At the conclusion of yesterday's testimony, I felt somewhat as if, for purposes of this hearing, I should go downtown and get myself a devil's costume, complete with horns and cloven hooves.

But then I hastened to remind myself of the enlightening and rewarding experiences that I had with members of this subcommittee on the tour of missile bases which they took.

I desire to add my compliments, as a person who is on the scene, to those of the Secretary of Labor, for the remarkable job which the committee did, the hard work-I know it was hard, because I had to participate in it right along with the committee-in examining all of these missile sites, in examining all of the persons, contractors, unions, Government contracting officers, who were involved in all of these different places, holding hearings in an informal way, such as would produce the true facts in their true light.

And I believe that is what the committee was able to accomplish, and I think it has served as a very good and stable introduction to the series of hearings which the committee now in its good sense intends to continue, to look into the administration of this act.

Now, our purpose, of course, in availing ourselves to the committee, is to insure that you are further familiar with our policies and methods in administering this act. And so I shall begin at the beginning. I shall begin with the assumption that none of us know about what has been going on under this statute during this administration and during prior administrations as well.

The Davis-Bacon Act, of course, as you know, Mr. Chairman, is administered in the Office of the Solicitor of the Department of Labor. It is administered by a Wage Determination Division. That Division has personnel of some 75 people. Between 25 and 30 of those are attorneys. The rest are clerical personnel.

There are two Branches in the Division. One determines the wage. That Branch is composed of four different sections for four different parts of the country, divided up geographically, and it has a staff of wage determiners and attorneys.

Each one is assigned to a particular area of that section. He has command over, you might say, a certain amount of the counties in States in his territory. And it is his duty, and the duty of those who work under him, to keep track, so far as he possibly can, on every voluntary basis, of what wage rates are being paid in the construction industry and in the counties which are under his immediate supervision.

Now, I remind the committee at the outset that the Davis-Bacon Act applies to construction, alteration, and repair of Government public buildings and public works of the United States and of the District of Columbia, and to contracts in excess of $2,000 for construction, alteration, and repair of such public works and public buildings.

The Secretary of Labor has the responsibility, under that statute, to determine and to insure that there is contained in the contract the wage rates which prevail for laborers and mechanics on projects of a character similar to the contract work in the city, town, village, or other political subdivision in which the contract work is to be performed.

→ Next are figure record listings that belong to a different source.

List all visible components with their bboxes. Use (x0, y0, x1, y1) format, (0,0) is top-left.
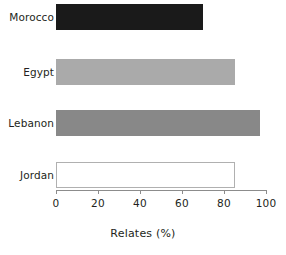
x-tick-label-100: 100 (256, 197, 277, 209)
bar-morocco[interactable] (56, 4, 203, 30)
x-tick-label-80: 80 (217, 197, 231, 209)
x-axis-title: Relates (%) (0, 227, 286, 240)
x-tick-label-0: 0 (53, 197, 60, 209)
bar-lebanon[interactable] (56, 110, 260, 136)
x-tick-label-40: 40 (133, 197, 147, 209)
bar-row-egypt (56, 59, 266, 85)
x-tick-80 (224, 190, 225, 194)
bar-jordan[interactable] (56, 162, 235, 188)
plot-area (56, 4, 266, 190)
bar-row-jordan (56, 162, 266, 188)
category-label-morocco: Morocco (9, 4, 54, 30)
x-tick-0 (56, 190, 57, 194)
x-tick-20 (98, 190, 99, 194)
category-label-jordan: Jordan (20, 162, 54, 188)
category-label-egypt: Egypt (23, 59, 54, 85)
x-tick-60 (182, 190, 183, 194)
bar-row-morocco (56, 4, 266, 30)
x-tick-100 (266, 190, 267, 194)
bar-chart: Morocco Egypt Lebanon Jordan 02040608010… (0, 0, 286, 255)
x-tick-label-60: 60 (175, 197, 189, 209)
bar-row-lebanon (56, 110, 266, 136)
x-tick-label-20: 20 (91, 197, 105, 209)
x-tick-40 (140, 190, 141, 194)
x-axis-line (56, 190, 266, 191)
bar-egypt[interactable] (56, 59, 235, 85)
category-label-lebanon: Lebanon (8, 110, 54, 136)
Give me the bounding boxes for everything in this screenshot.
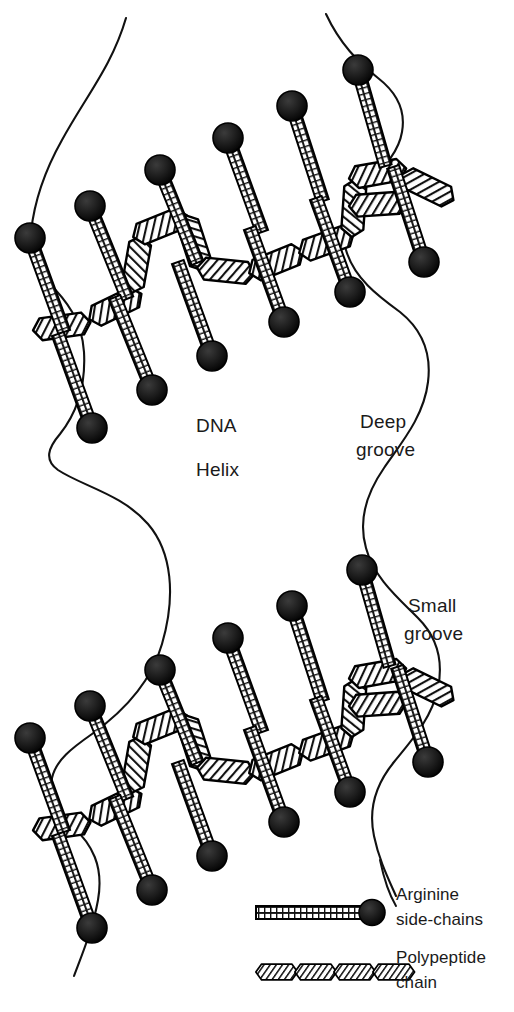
arginine-head bbox=[347, 555, 377, 585]
arginine-head bbox=[145, 155, 175, 185]
arginine-head bbox=[75, 191, 105, 221]
figure-canvas: DNA Helix Deep groove Small groove Argin… bbox=[0, 0, 514, 1012]
arginine-head bbox=[137, 375, 167, 405]
dna-helix-label-line2: Helix bbox=[196, 459, 240, 480]
arginine-head bbox=[213, 123, 243, 153]
arginine-head bbox=[197, 341, 227, 371]
deep-groove-label-line1: Deep bbox=[360, 411, 406, 432]
background bbox=[0, 0, 514, 1012]
arginine-head bbox=[277, 91, 307, 121]
backbone-segment bbox=[196, 757, 256, 785]
arginine-head bbox=[335, 777, 365, 807]
legend-polypeptide-label-line1: Polypeptide bbox=[396, 948, 486, 967]
dna-arginine-diagram: DNA Helix Deep groove Small groove Argin… bbox=[0, 0, 514, 1012]
arginine-head bbox=[269, 807, 299, 837]
arginine-head bbox=[343, 55, 373, 85]
arginine-head bbox=[75, 691, 105, 721]
arginine-head bbox=[197, 841, 227, 871]
arginine-head bbox=[335, 277, 365, 307]
dna-helix-label-line1: DNA bbox=[196, 415, 237, 436]
small-groove-label-line1: Small bbox=[408, 595, 457, 616]
backbone-segment bbox=[196, 257, 256, 285]
legend-polypeptide-label-line2: chain bbox=[396, 973, 437, 992]
arginine-head bbox=[15, 723, 45, 753]
arginine-head bbox=[413, 747, 443, 777]
deep-groove-label-line2: groove bbox=[356, 439, 415, 460]
arginine-head bbox=[409, 247, 439, 277]
arginine-head bbox=[213, 623, 243, 653]
arginine-head bbox=[137, 875, 167, 905]
small-groove-label-line2: groove bbox=[404, 623, 463, 644]
arginine-head bbox=[15, 223, 45, 253]
legend-arginine-label-line1: Arginine bbox=[396, 885, 459, 904]
arginine-head bbox=[145, 655, 175, 685]
arginine-head bbox=[77, 413, 107, 443]
arginine-head bbox=[269, 307, 299, 337]
arginine-head bbox=[277, 591, 307, 621]
legend-arginine-label-line2: side-chains bbox=[396, 910, 483, 929]
arginine-head bbox=[77, 913, 107, 943]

That contract work covers a tremendous variety of construction activity today. The Davis-Bacon Act applies not only to Federal contract construction, but there are some half a dozen added statutes stimulating or providing for construction work, which incorporate the Davis-Bacon Act and extend it into loan programs and to federally insured programs and to programs supported by grants to the States, such as the Federal Airport Act and the Hill-Burton Hospital Survey and Construction Act.

And collectively, these laws require contract wage minimums for a variety of projects, including dams and highways and airport runways and airports and buildings, sewerlines, waterlines, apartment houses, and wharves and levees and revetments; and missile sites are not the least of the problem, as the chairman and the members of the committee well know.

The Secretary has told you, and I think that it is well for us to keep in mind, again, that wage determinations run in the vicinity of 45,000 to 50,000 a year now, which is a tremendous amount of determinations. How do these wage determiners proceed in their sections to issue these determinations?

Now, first and foremost, before any requests for determinations come in, we must address ourselves to the enormous task of collecting wage data on a continuing and constant and a voluntary basis across the spread of the Nation, in Alaska and in Hawaii, too. That is a constant and continuing process.

First we use the Government agencies to give us information. Whenever they ask for wage rates, we encourage them to give us their opinions, whatever they are worth, as to the wage structure in the area of contract performance.

For example, the Corps of Engineers or some other contracting agency, in estimating what is the proper amount for a contractor to bid on a job, also figures what wage rates are, and loads that into what their estimated contract cost is.

When they do that, they have exercised a judgment. We are very glad to have the benefit of that judgment, and to have them submit to us their ideas on what wage rates are.

Second, the contractors' associations are a very valuable source of information on wage rates in all of the various counties in the United States. We consult them. We urge them to get their local chapters to provide us with continuing information, whether it is on a negotiated union basis or whether it is on a nonnegotiated open shop basis. That information is sent to us. What we like first and foremost is payment information. We want to know not somebody's estimate of what the wages are, but we want the facts as to what wages are paid to how many employees on what kind of a project. That is the basic information.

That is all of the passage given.